- WHAT IS EXPECTED
Exclude all pictures, and reproduce exactly the lines from the one containing "has height=611, width=1087." through the end of the records, with nothing else added.

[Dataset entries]
- - -

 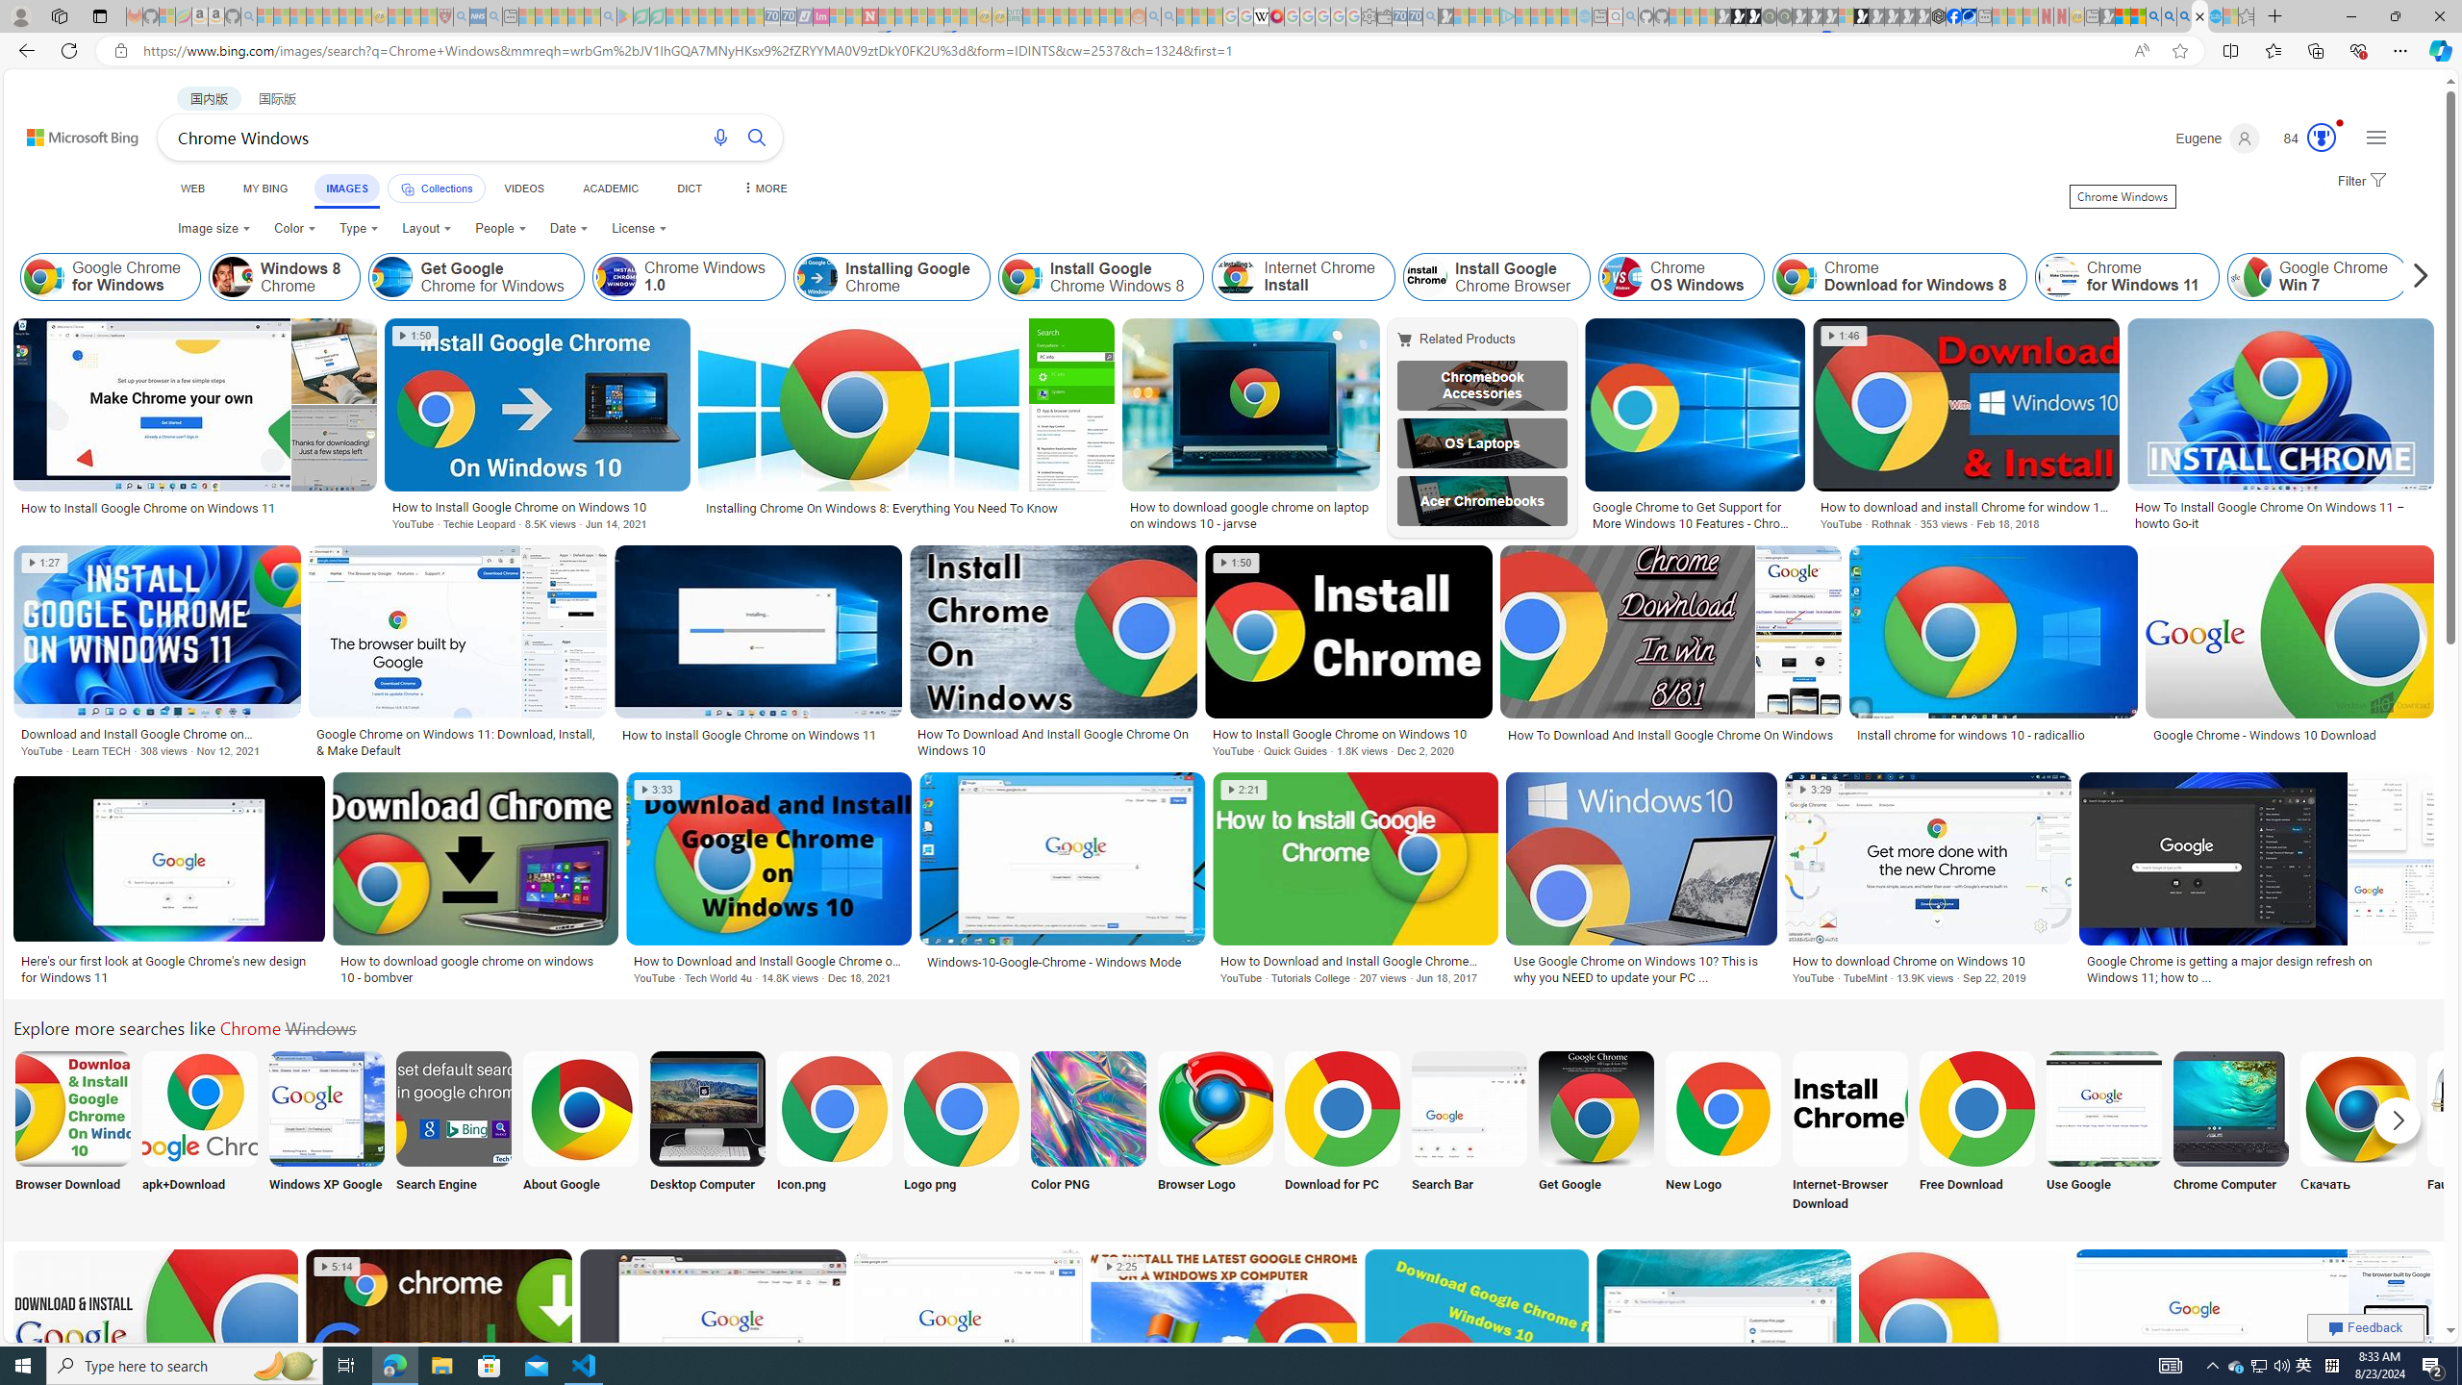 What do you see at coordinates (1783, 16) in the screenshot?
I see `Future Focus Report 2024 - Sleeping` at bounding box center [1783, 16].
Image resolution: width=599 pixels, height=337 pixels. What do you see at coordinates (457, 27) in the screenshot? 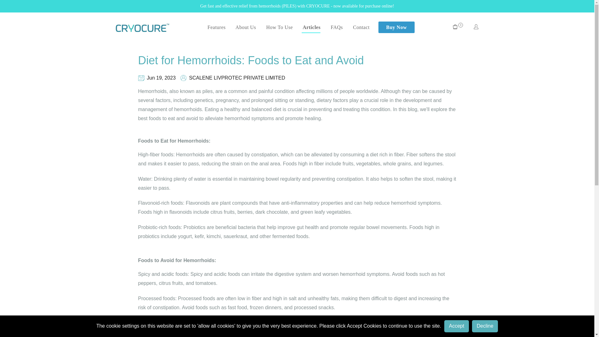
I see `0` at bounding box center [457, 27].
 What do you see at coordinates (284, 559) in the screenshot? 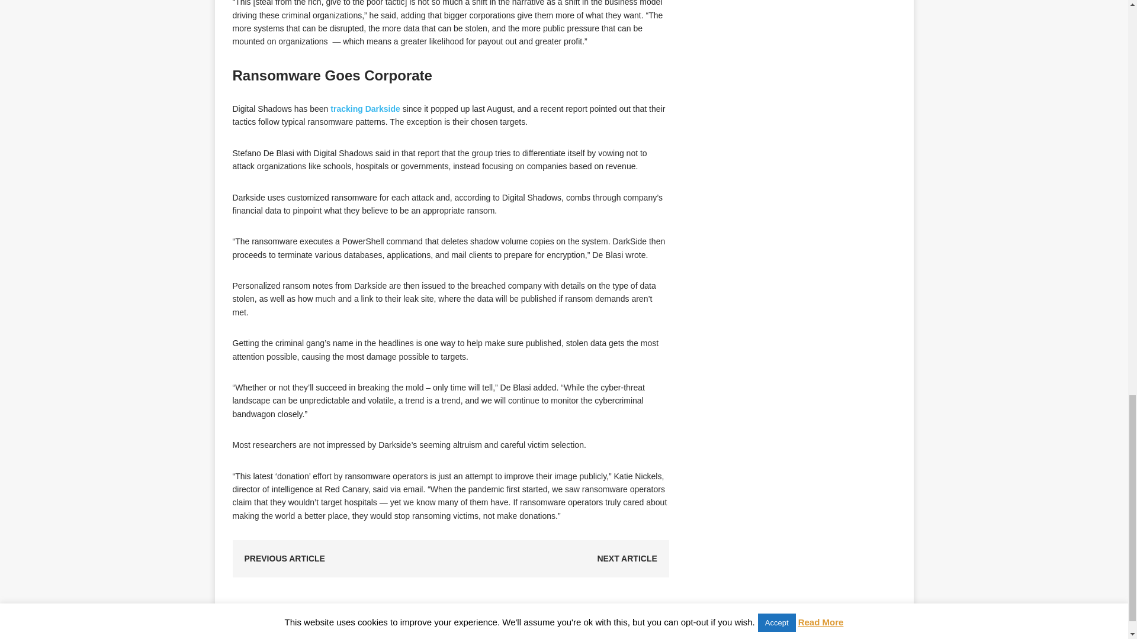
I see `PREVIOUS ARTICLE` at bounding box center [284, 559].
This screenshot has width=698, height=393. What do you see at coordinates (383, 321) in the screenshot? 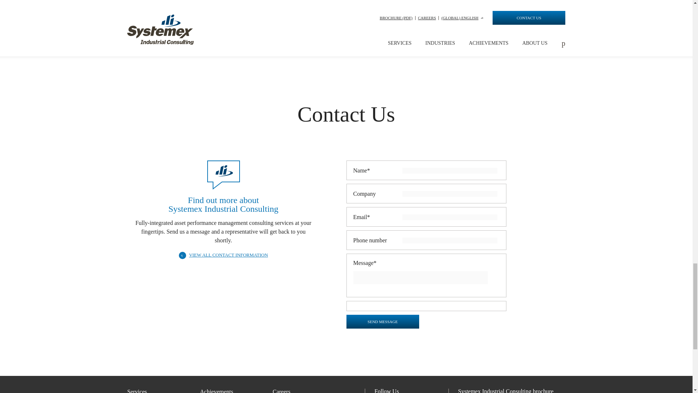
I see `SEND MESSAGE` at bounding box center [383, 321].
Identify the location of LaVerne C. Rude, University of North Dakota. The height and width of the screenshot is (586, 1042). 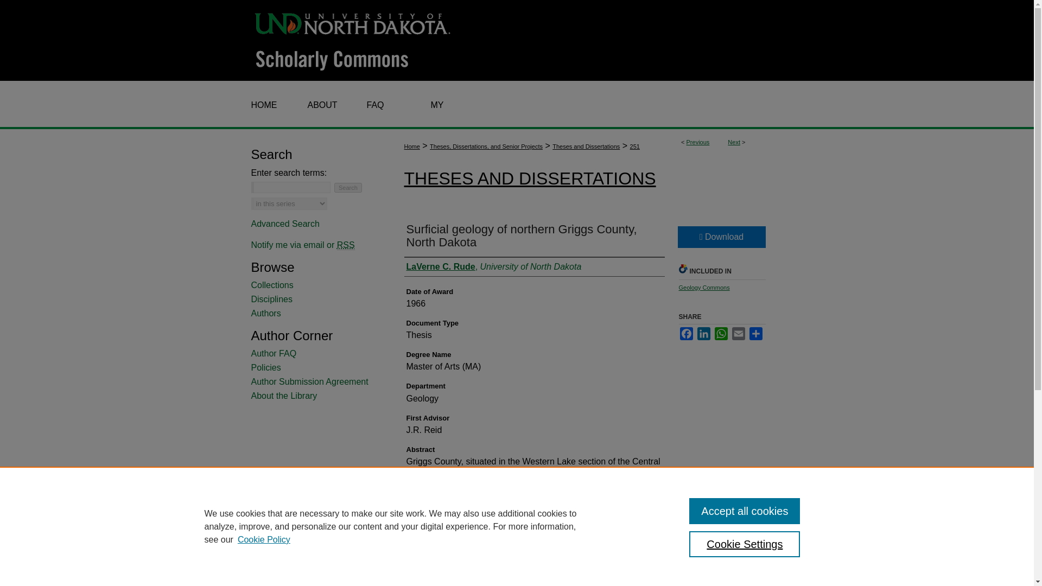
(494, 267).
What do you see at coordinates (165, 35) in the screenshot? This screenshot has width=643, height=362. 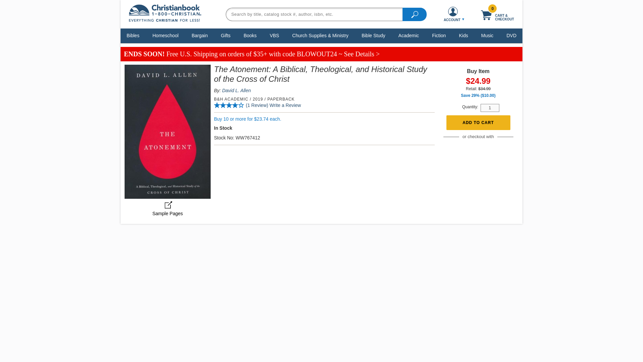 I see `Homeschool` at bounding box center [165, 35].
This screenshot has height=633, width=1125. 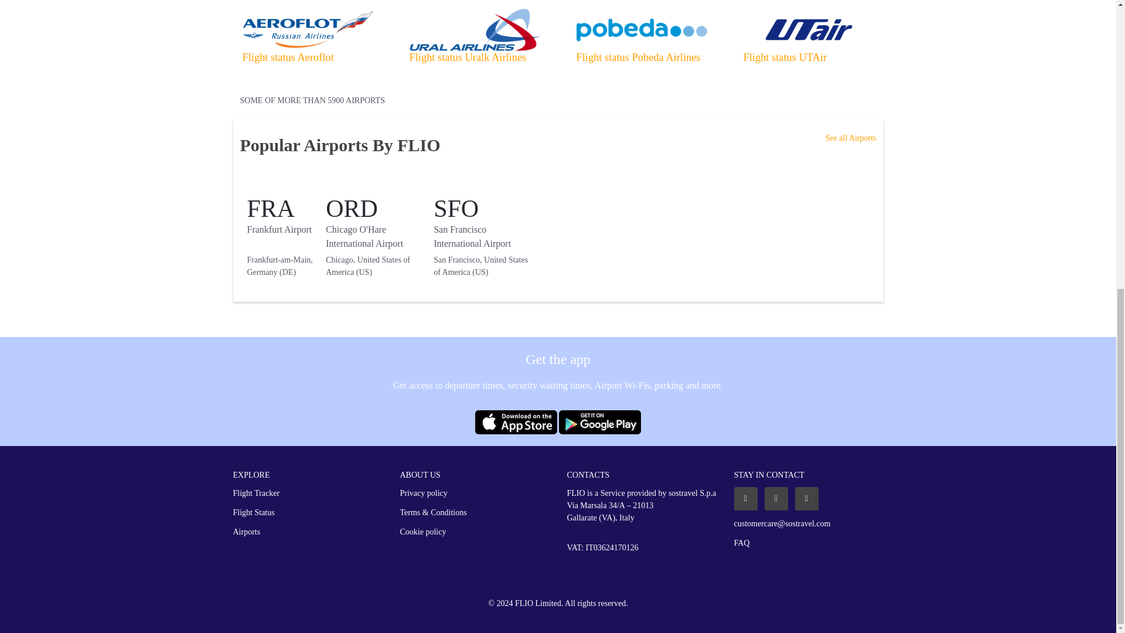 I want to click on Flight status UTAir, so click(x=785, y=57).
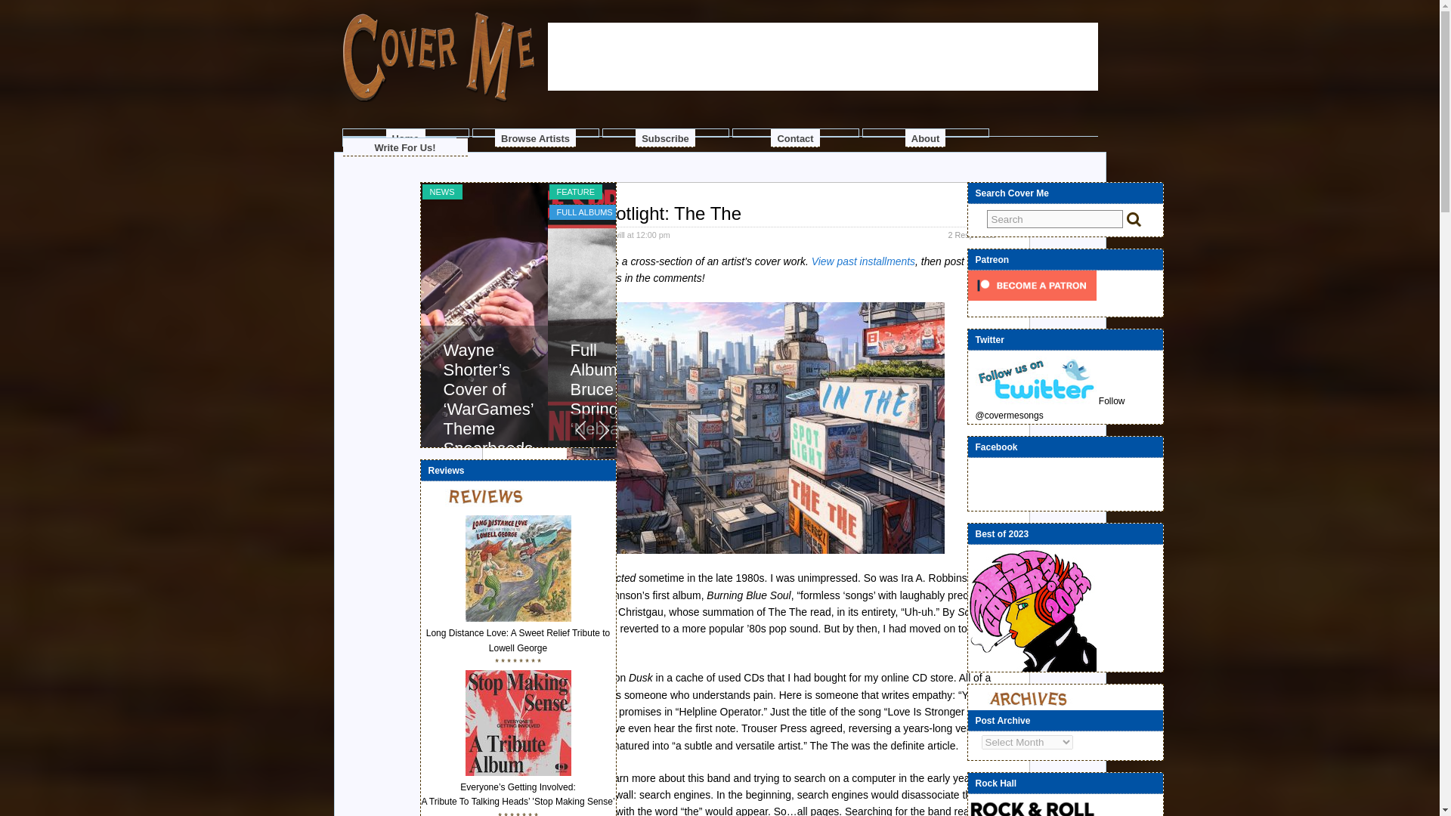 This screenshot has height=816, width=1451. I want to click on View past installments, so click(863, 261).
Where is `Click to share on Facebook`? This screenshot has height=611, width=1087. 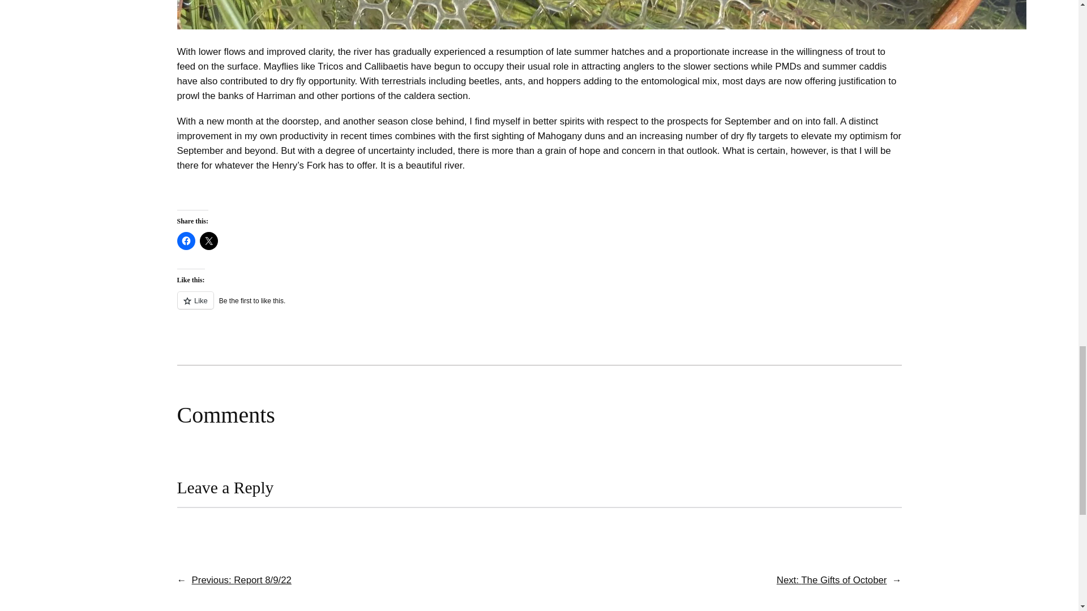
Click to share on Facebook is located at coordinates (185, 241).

- - -

- ANSWER
Where is `Click to share on Facebook`? This screenshot has height=611, width=1087. 
Click to share on Facebook is located at coordinates (185, 241).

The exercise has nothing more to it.